Culture- ART FEATURE- Flash light: Gibson and Recorder's visual vertigo

If you're prone to light-induced seizures, it's probably a good thing you weren't at Vinegar Hill Theater Tuesday, February 20, for film artists Sandra Gibson and Luis Recorder's "Perf.Form." The three-part, dual-projector improvisation incorporated flashing colors, camera jitters, and constantly readjusted focus (not to mention ear-piercing sound that sometimes resembled a monster-sized mosquito) to create a dazzling piece of abstract art.

The seizure-inclined may also want to restrict their viewing of Gibson and Recorder's "Light Works," which inaugurates the University of Virginia's new media gallery, to Gibson's static wall piece, "Untitled (Outline)" and Recorder's relatively tranquil short film, "((()))." The exhibition's three other pieces, like "Perf.Form," gain their impact from the manipulation of raw film stock— scratched, painted, sprayed, and refocused— to create effects veering from gauzy shape-shifting to violent scatter-blasts of light and back again.

In the tradition of Stan Brakhage, Gibson and Recorder's "unfilmed" films are not for those who want their art easy. They challenge, unsettle, and even assault the field of vision. They also require their audience not simply to look but to actively watch and embrace the onslaught of the experience. As Gibson said, following "Perf.Form," "The actor is you. You're the one projecting."

The exhibition's hour-long video program consists of a 35-minute collaboration between the two artists and musician Daniel Menche that reflects Gibson and Recorder's live improvisations, plus three short compositions, one by Recorder and two by Gibson. The most conventionally beautiful piece (although using the adverb "conventionally" anywhere near Gibson and Recorder risks creating an oxymoron) is Recorder's silent "((()))." Here, what appear to be vertical blinds gently rustle, creating lines of light that hypnotically vary in intensity and color as the film progresses.

Gibson's works, on the other hand, are a blitz of frenetic frames that leave the head reeling. Her 10-minute "Blue Light" called forth personal memories of driving through a nighttime blizzard in Colorado and becoming so disoriented by the tiny white flashes in the headlights that I almost careened off the road.

"Light Works" also offers the chance to compare the actual footage of Gibson's "Outline," arranged in eight horizontal strips on the video gallery's exterior wall, with the experience of the film rolling. Serene and luminous while still, when they're screened, the marked-up frames become a rush of agitated color.

Gibson and Recorder's eye-opening art illuminates the outer edges of what film can be.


Would you print all of the entries exactly, please, but without their pictures?

□ □ □ □ □ □ □

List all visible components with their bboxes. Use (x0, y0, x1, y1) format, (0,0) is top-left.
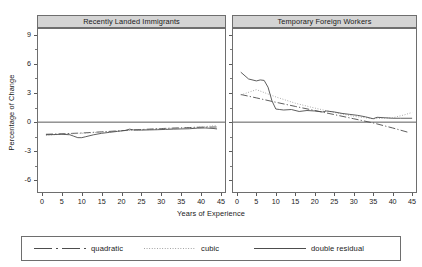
x-tick-label: 30 (154, 198, 168, 206)
y-tick-mark-minor (230, 108, 232, 109)
x-tick-label: 25 (134, 198, 148, 206)
x-tick-label: 10 (75, 198, 89, 206)
x-tick-label: 5 (55, 198, 69, 206)
y-tick-label: 0 (15, 118, 31, 126)
panel-series-svg-1 (233, 29, 416, 192)
y-tick-mark-minor (230, 78, 232, 79)
y-tick-mark (229, 93, 232, 94)
y-tick-mark (34, 122, 37, 123)
x-tick-label: 25 (327, 198, 341, 206)
x-tick-label: 10 (269, 198, 283, 206)
legend-swatch-solid-icon (254, 244, 306, 253)
y-tick-label: 6 (15, 60, 31, 68)
y-tick-mark-minor (35, 137, 37, 138)
panel-title-0: Recently Landed Immigrants (37, 15, 226, 28)
x-tick-mark (141, 193, 142, 196)
y-tick-mark (229, 180, 232, 181)
x-tick-mark (295, 193, 296, 196)
y-tick-mark (34, 151, 37, 152)
legend-item-quadratic: quadratic (34, 237, 123, 260)
x-tick-mark (122, 193, 123, 196)
x-tick-label: 40 (386, 198, 400, 206)
x-tick-mark (237, 193, 238, 196)
x-tick-mark (82, 193, 83, 196)
series-line-quadratic (241, 94, 408, 132)
y-tick-mark (34, 93, 37, 94)
y-tick-mark (229, 151, 232, 152)
x-tick-label: 45 (214, 198, 228, 206)
x-tick-label: 0 (230, 198, 244, 206)
x-tick-mark (354, 193, 355, 196)
x-tick-mark (161, 193, 162, 196)
x-tick-label: 30 (347, 198, 361, 206)
series-line-quadratic (46, 127, 217, 134)
panel-plot-area-1 (232, 28, 417, 193)
x-tick-mark (276, 193, 277, 196)
y-tick-mark-minor (35, 108, 37, 109)
x-tick-mark (393, 193, 394, 196)
legend-label: double residual (311, 244, 364, 253)
chart-figure: Recently Landed Immigrants05101520253035… (0, 0, 422, 267)
legend-swatch-dash-dot-icon (34, 244, 86, 253)
legend-label: cubic (201, 244, 219, 253)
x-tick-label: 20 (115, 198, 129, 206)
y-tick-mark (34, 64, 37, 65)
legend-label: quadratic (91, 244, 123, 253)
x-axis-title: Years of Experience (0, 209, 422, 218)
x-tick-label: 20 (308, 198, 322, 206)
y-tick-label: -3 (15, 147, 31, 155)
y-axis-title: Percentage of Change (7, 48, 16, 178)
series-line-cubic (241, 90, 412, 119)
legend-item-double-residual: double residual (254, 237, 364, 260)
y-tick-mark-minor (35, 166, 37, 167)
x-tick-label: 35 (174, 198, 188, 206)
x-tick-mark (201, 193, 202, 196)
x-tick-mark (315, 193, 316, 196)
panel-title-1: Temporary Foreign Workers (232, 15, 417, 28)
panel-series-svg-0 (38, 29, 225, 192)
x-tick-mark (181, 193, 182, 196)
y-tick-label: -6 (15, 176, 31, 184)
x-tick-mark (102, 193, 103, 196)
x-tick-label: 45 (405, 198, 419, 206)
x-tick-mark (412, 193, 413, 196)
x-tick-mark (256, 193, 257, 196)
legend-item-cubic: cubic (144, 237, 219, 260)
y-tick-mark (34, 180, 37, 181)
y-tick-mark-minor (230, 137, 232, 138)
legend-swatch-dotted-icon (144, 244, 196, 253)
x-tick-mark (334, 193, 335, 196)
y-tick-mark (34, 35, 37, 36)
y-tick-mark-minor (35, 49, 37, 50)
y-tick-mark-minor (230, 166, 232, 167)
x-tick-mark (221, 193, 222, 196)
y-tick-label: 9 (15, 31, 31, 39)
x-tick-label: 35 (366, 198, 380, 206)
y-tick-mark-minor (35, 78, 37, 79)
series-line-double-residual (241, 72, 412, 119)
series-line-double-residual (46, 128, 217, 138)
x-tick-mark (373, 193, 374, 196)
y-tick-mark (229, 35, 232, 36)
y-tick-mark (229, 122, 232, 123)
x-tick-label: 15 (288, 198, 302, 206)
x-tick-label: 15 (95, 198, 109, 206)
x-tick-label: 0 (35, 198, 49, 206)
panel-plot-area-0 (37, 28, 226, 193)
legend: quadraticcubicdouble residual (21, 236, 401, 261)
y-tick-mark-minor (230, 49, 232, 50)
y-tick-mark (229, 64, 232, 65)
x-tick-mark (62, 193, 63, 196)
x-tick-label: 5 (249, 198, 263, 206)
x-tick-mark (42, 193, 43, 196)
x-tick-label: 40 (194, 198, 208, 206)
y-tick-label: 3 (15, 89, 31, 97)
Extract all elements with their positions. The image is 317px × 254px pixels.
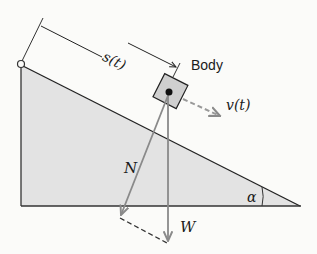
component-dashed-line [120, 218, 167, 243]
velocity-label: v(t) [226, 97, 250, 113]
displacement-label: s(t) [100, 48, 128, 73]
extension-line-start [22, 18, 43, 61]
normal-force-label: N [123, 159, 138, 177]
angle-label: α [247, 189, 257, 205]
weight-label: W [180, 218, 197, 236]
center-of-mass-dot [166, 89, 173, 96]
displacement-line-b [128, 43, 176, 67]
pivot-point [18, 61, 25, 68]
extension-line-end [173, 63, 180, 77]
body-label: Body [191, 57, 223, 73]
velocity-arrow [183, 99, 220, 116]
displacement-line-a [41, 26, 102, 57]
inclined-plane-diagram: α s(t) Body v(t) N W [0, 0, 317, 254]
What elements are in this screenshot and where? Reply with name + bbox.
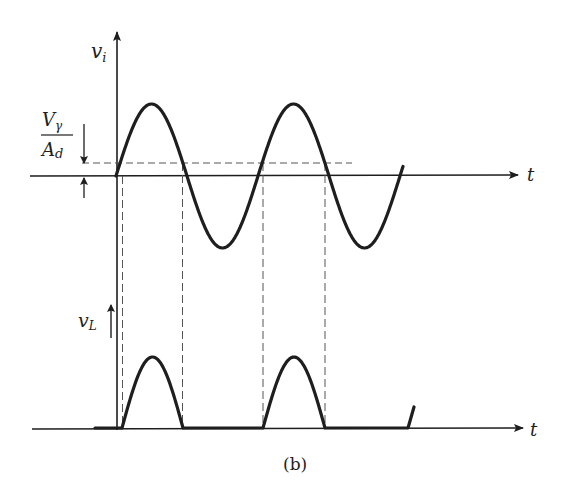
threshold-fraction-label: Vγ Ad [40, 109, 73, 161]
vi-axis-label: vi [91, 39, 106, 65]
output-rectified-waveform [95, 357, 414, 428]
fraction-denominator: Ad [40, 139, 63, 161]
figure-caption: (b) [283, 454, 307, 474]
top-t-label: t [527, 164, 535, 185]
bottom-t-label: t [530, 419, 538, 440]
fraction-numerator: Vγ [42, 109, 63, 133]
top-time-axis [30, 175, 518, 176]
vl-axis-label: vL [78, 309, 97, 333]
waveform-figure: vi t Vγ Ad vL t (b) [0, 0, 568, 492]
projection-lines [123, 163, 326, 428]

□ □ □ □ □ □ □

_Written reply_:
List all visible components with their bboxes. Use (x0, y0, x1, y1) format, (0,0) is top-left.
x-tick-label: 30 (154, 198, 168, 206)
y-tick-mark-minor (230, 108, 232, 109)
x-tick-label: 25 (134, 198, 148, 206)
x-tick-label: 10 (75, 198, 89, 206)
x-tick-label: 5 (55, 198, 69, 206)
y-tick-label: 0 (15, 118, 31, 126)
panel-series-svg-1 (233, 29, 416, 192)
y-tick-mark-minor (230, 78, 232, 79)
y-tick-mark (229, 93, 232, 94)
y-tick-mark (34, 122, 37, 123)
x-tick-label: 25 (327, 198, 341, 206)
x-tick-label: 10 (269, 198, 283, 206)
legend-swatch-solid-icon (254, 244, 306, 253)
y-tick-label: 6 (15, 60, 31, 68)
y-tick-mark-minor (35, 137, 37, 138)
panel-title-0: Recently Landed Immigrants (37, 15, 226, 28)
x-tick-mark (141, 193, 142, 196)
y-tick-mark (229, 180, 232, 181)
x-tick-mark (295, 193, 296, 196)
y-tick-mark (34, 151, 37, 152)
legend-item-quadratic: quadratic (34, 237, 123, 260)
x-tick-mark (122, 193, 123, 196)
x-tick-label: 40 (386, 198, 400, 206)
x-tick-mark (237, 193, 238, 196)
x-tick-mark (82, 193, 83, 196)
series-line-quadratic (241, 94, 408, 132)
y-tick-mark (34, 93, 37, 94)
y-tick-mark (229, 151, 232, 152)
x-tick-label: 45 (214, 198, 228, 206)
x-tick-label: 0 (230, 198, 244, 206)
x-tick-mark (354, 193, 355, 196)
x-tick-mark (161, 193, 162, 196)
x-tick-label: 30 (347, 198, 361, 206)
series-line-quadratic (46, 127, 217, 134)
panel-plot-area-1 (232, 28, 417, 193)
x-tick-mark (276, 193, 277, 196)
y-tick-mark-minor (35, 108, 37, 109)
x-tick-mark (393, 193, 394, 196)
legend-label: double residual (311, 244, 364, 253)
chart-figure: Recently Landed Immigrants05101520253035… (0, 0, 422, 267)
legend-swatch-dash-dot-icon (34, 244, 86, 253)
legend-label: cubic (201, 244, 219, 253)
x-tick-label: 20 (115, 198, 129, 206)
y-tick-mark (34, 64, 37, 65)
legend-label: quadratic (91, 244, 123, 253)
x-axis-title: Years of Experience (0, 209, 422, 218)
x-tick-label: 20 (308, 198, 322, 206)
y-tick-label: -3 (15, 147, 31, 155)
y-axis-title: Percentage of Change (7, 48, 16, 178)
series-line-cubic (241, 90, 412, 119)
legend-item-double-residual: double residual (254, 237, 364, 260)
y-tick-mark-minor (35, 166, 37, 167)
x-tick-label: 35 (174, 198, 188, 206)
x-tick-mark (201, 193, 202, 196)
x-tick-mark (315, 193, 316, 196)
panel-title-1: Temporary Foreign Workers (232, 15, 417, 28)
panel-series-svg-0 (38, 29, 225, 192)
x-tick-mark (181, 193, 182, 196)
y-tick-label: -6 (15, 176, 31, 184)
x-tick-mark (102, 193, 103, 196)
x-tick-label: 45 (405, 198, 419, 206)
x-tick-mark (412, 193, 413, 196)
x-tick-mark (256, 193, 257, 196)
legend-item-cubic: cubic (144, 237, 219, 260)
y-tick-mark (34, 180, 37, 181)
y-tick-mark-minor (230, 137, 232, 138)
legend-swatch-dotted-icon (144, 244, 196, 253)
x-tick-mark (334, 193, 335, 196)
y-tick-mark (34, 35, 37, 36)
y-tick-mark-minor (35, 49, 37, 50)
y-tick-mark-minor (230, 166, 232, 167)
x-tick-mark (221, 193, 222, 196)
y-tick-label: 9 (15, 31, 31, 39)
x-tick-label: 35 (366, 198, 380, 206)
y-tick-mark-minor (35, 78, 37, 79)
series-line-double-residual (241, 72, 412, 119)
series-line-double-residual (46, 128, 217, 138)
x-tick-mark (373, 193, 374, 196)
y-tick-mark (229, 35, 232, 36)
y-tick-mark (229, 122, 232, 123)
x-tick-label: 15 (288, 198, 302, 206)
x-tick-label: 15 (95, 198, 109, 206)
x-tick-label: 0 (35, 198, 49, 206)
panel-plot-area-0 (37, 28, 226, 193)
legend: quadraticcubicdouble residual (21, 236, 401, 261)
y-tick-mark-minor (230, 49, 232, 50)
y-tick-mark (229, 64, 232, 65)
x-tick-mark (62, 193, 63, 196)
x-tick-label: 5 (249, 198, 263, 206)
x-tick-mark (42, 193, 43, 196)
x-tick-label: 40 (194, 198, 208, 206)
y-tick-label: 3 (15, 89, 31, 97)
Extract all elements with their positions. The image is 317px × 254px pixels.
component-dashed-line [120, 218, 167, 243]
velocity-label: v(t) [226, 97, 250, 113]
displacement-label: s(t) [100, 48, 128, 73]
extension-line-start [22, 18, 43, 61]
normal-force-label: N [123, 159, 138, 177]
angle-label: α [247, 189, 257, 205]
weight-label: W [180, 218, 197, 236]
center-of-mass-dot [166, 89, 173, 96]
displacement-line-b [128, 43, 176, 67]
pivot-point [18, 61, 25, 68]
extension-line-end [173, 63, 180, 77]
body-label: Body [191, 57, 223, 73]
velocity-arrow [183, 99, 220, 116]
displacement-line-a [41, 26, 102, 57]
inclined-plane-diagram: α s(t) Body v(t) N W [0, 0, 317, 254]
What elements are in this screenshot and where? Reply with name + bbox.
threshold-fraction-label: Vγ Ad [40, 109, 73, 161]
vi-axis-label: vi [91, 39, 106, 65]
output-rectified-waveform [95, 357, 414, 428]
fraction-denominator: Ad [40, 139, 63, 161]
figure-caption: (b) [283, 454, 307, 474]
top-t-label: t [527, 164, 535, 185]
bottom-t-label: t [530, 419, 538, 440]
fraction-numerator: Vγ [42, 109, 63, 133]
top-time-axis [30, 175, 518, 176]
vl-axis-label: vL [78, 309, 97, 333]
waveform-figure: vi t Vγ Ad vL t (b) [0, 0, 568, 492]
projection-lines [123, 163, 326, 428]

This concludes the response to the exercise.